This Article
Right arrow Full Text
Right arrow Full Text (PDF)
Right arrow Letters to the Editor: Submit a response
Right arrow Alert me when this article is cited
Right arrow Alert me when Letters to the Editor are posted
Right arrow Alert me if a correction is posted
Services
Right arrow Email this article to a friend
Right arrow Similar articles in this journal
Right arrow Similar articles in PubMed
Right arrow Alert me to new issues of the journal
Right arrow Add to My File Cabinet
Right arrow Download to citation manager
Right arrowReprints and Permissions
Citing Articles
Right arrow Citing Articles via Google Scholar
Google Scholar
Right arrow Articles by DEHAVEN, K. E.
Right arrow Search for Related Content
PubMed
Right arrow PubMed Citation
Right arrow Articles by DEHAVEN, K. E.
Social Bookmarking
 Add to CiteULike   Add to Connotea   Add to Del.icio.us   Add to Technorati  
What's this?
The Journal of Bone and Joint Surgery 78:799-802 (1996)
© 1996 The Journal of Bone and Joint Surgery, Inc.

There Are Things That We Can Do*

KENNETH E. DEHAVEN, M.D.{dagger}, ROCHESTER, NEW YORK

*First Vice-President's Address. Read at the Annual Meeting of The American Academy of Orthopaedic Surgeons, Atlanta, Georgia, February 26, 1996.


    Introduction
 
There are many reasons for us to be concerned about the changes in the health-care system and how they are affecting us. At the federal level, we have the impending reforms of the Medicare and Medicaid programs, the proposed cuts in funding for research and graduate medical education, and the continuing regulatory constraints from the Federal Trade Commission, the Food and Drug Administration, and the Health Care Finance Administration. State and local concerns center on the continuing growth and evolution of managed care and the local consequences of Medicare and Medicaid reforms. These changes are having a significant impact on our ability to deliver quality care because of the overriding focus on the bottom line, the loss of physician control of clinical decision-making, the limitations in the access of patients to our care, and indeed the viability of our practices and our specialty.

These concerns are becoming so overwhelming that . . . [Full Text of this Article]


Add to CiteULike CiteULike   Add to Connotea Connotea   Add to Del.icio.us Del.icio.us   Add to Technorati Technorati    What's this?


> [Task objective]: Say how many lines of these entries include the word "Center", and answer with the number alone.
──────── Listed entries ────────
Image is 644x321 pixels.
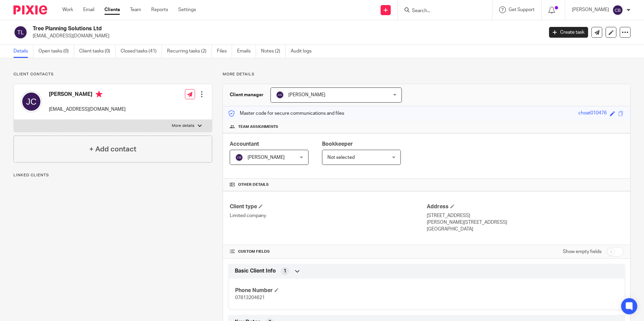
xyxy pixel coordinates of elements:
[288,93,325,97] span: [PERSON_NAME]
[63,6,73,13] a: Work
[228,110,344,117] p: Master code for secure communications and files
[261,45,286,58] a: Notes (2)
[572,6,609,13] p: [PERSON_NAME]
[238,124,278,130] span: Team assignments
[230,141,259,147] span: Accountant
[427,226,623,233] p: [GEOGRAPHIC_DATA]
[235,153,243,161] img: svg%3E
[322,141,353,147] span: Bookkeeper
[167,45,212,58] a: Recurring tasks (2)
[13,72,212,77] p: Client contacts
[230,212,426,219] p: Limited company
[427,219,623,226] p: [PERSON_NAME][STREET_ADDRESS]
[508,7,534,12] span: Get Support
[49,106,126,113] p: [EMAIL_ADDRESS][DOMAIN_NAME]
[104,6,120,13] a: Clients
[230,203,426,210] h4: Client type
[284,268,286,274] span: 1
[49,91,126,99] h4: [PERSON_NAME]
[235,268,276,274] span: Basic Client Info
[248,155,285,160] span: [PERSON_NAME]
[38,45,74,58] a: Open tasks (0)
[121,45,162,58] a: Closed tasks (41)
[235,287,426,294] h4: Phone Number
[563,248,602,255] label: Show empty fields
[549,27,588,37] a: Create task
[83,6,94,13] a: Email
[33,33,539,39] p: [EMAIL_ADDRESS][DOMAIN_NAME]
[238,182,269,187] span: Other details
[237,45,256,58] a: Emails
[96,91,102,98] i: Primary
[21,91,42,112] img: svg%3E
[230,91,264,98] h3: Client manager
[427,203,623,210] h4: Address
[328,155,354,160] span: Not selected
[178,6,196,13] a: Settings
[130,6,141,13] a: Team
[235,296,265,300] span: 07813204621
[217,45,232,58] a: Files
[13,45,33,58] a: Details
[612,5,623,15] img: svg%3E
[411,8,472,14] input: Search
[89,144,137,154] h4: + Add contact
[79,45,115,58] a: Client tasks (0)
[151,6,168,13] a: Reports
[578,110,606,117] div: choat010476
[13,173,212,178] p: Linked clients
[223,72,631,77] p: More details
[230,249,426,254] h4: CUSTOM FIELDS
[276,91,284,99] img: svg%3E
[33,25,438,32] h2: Tree Planning Solutions Ltd
[172,123,194,128] p: More details
[13,25,27,39] img: svg%3E
[290,45,316,58] a: Audit logs
[427,212,623,219] p: [STREET_ADDRESS]
[13,5,47,14] img: Pixie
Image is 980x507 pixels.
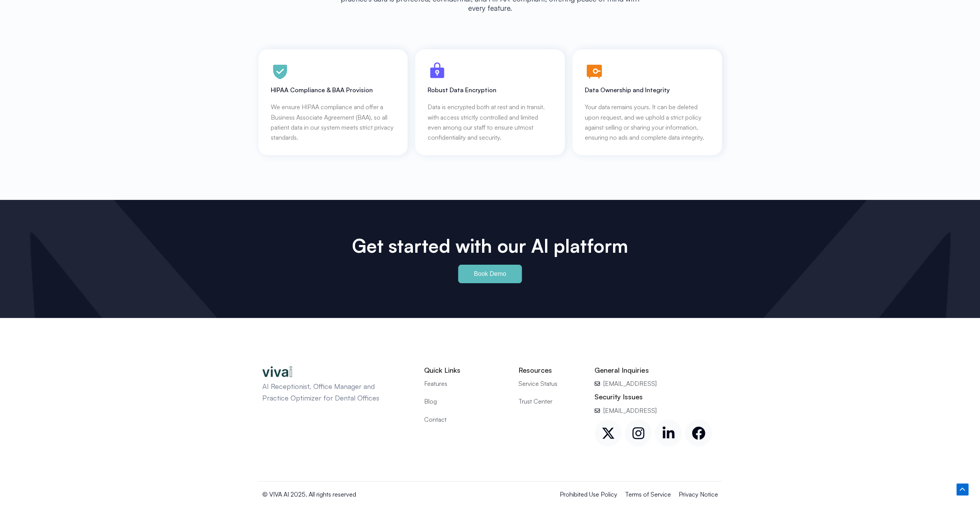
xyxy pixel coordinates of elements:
span: Features [424,378,447,389]
span: Trust Center [518,396,552,407]
span: Service Status [518,378,557,389]
span: [EMAIL_ADDRESS] [601,378,656,389]
a: [EMAIL_ADDRESS] [594,378,718,389]
span: Contact [424,415,447,425]
p: Your data remains yours. It can be deleted upon request, and we uphold a strict policy against se... [585,102,710,143]
h2: Get started with our Al platform [332,235,648,257]
a: Privacy Notice [679,490,718,500]
h3: Data Ownership and Integrity [585,86,710,94]
a: Terms of Service [625,490,671,500]
a: [EMAIL_ADDRESS] [594,406,718,416]
a: Blog [424,396,507,407]
h2: Resources [518,366,583,375]
a: Prohibited Use Policy [559,490,617,500]
a: Features [424,378,507,389]
h2: Quick Links [424,366,507,375]
span: Book Demo [474,271,507,277]
h2: Security Issues [594,392,718,402]
a: Contact [424,415,507,425]
h3: HIPAA Compliance & BAA Provision [271,86,395,94]
span: Blog [424,396,437,407]
p: Data is encrypted both at rest and in transit. with access strictly controlled and limited even a... [428,102,552,143]
p: We ensure HIPAA compliance and offer a Business Associate Agreement (BAA), so all patient data in... [271,102,395,143]
a: Trust Center [518,396,583,407]
p: AI Receptionist, Office Manager and Practice Optimizer for Dental Offices [262,381,397,404]
p: © VIVA AI 2025. All rights reserved [262,490,463,500]
span: [EMAIL_ADDRESS] [601,406,656,416]
h3: Robust Data Encryption [428,86,552,94]
h2: General Inquiries [594,366,718,375]
a: Book Demo [458,265,522,283]
a: Service Status [518,378,583,389]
────────
> [Response area]: 2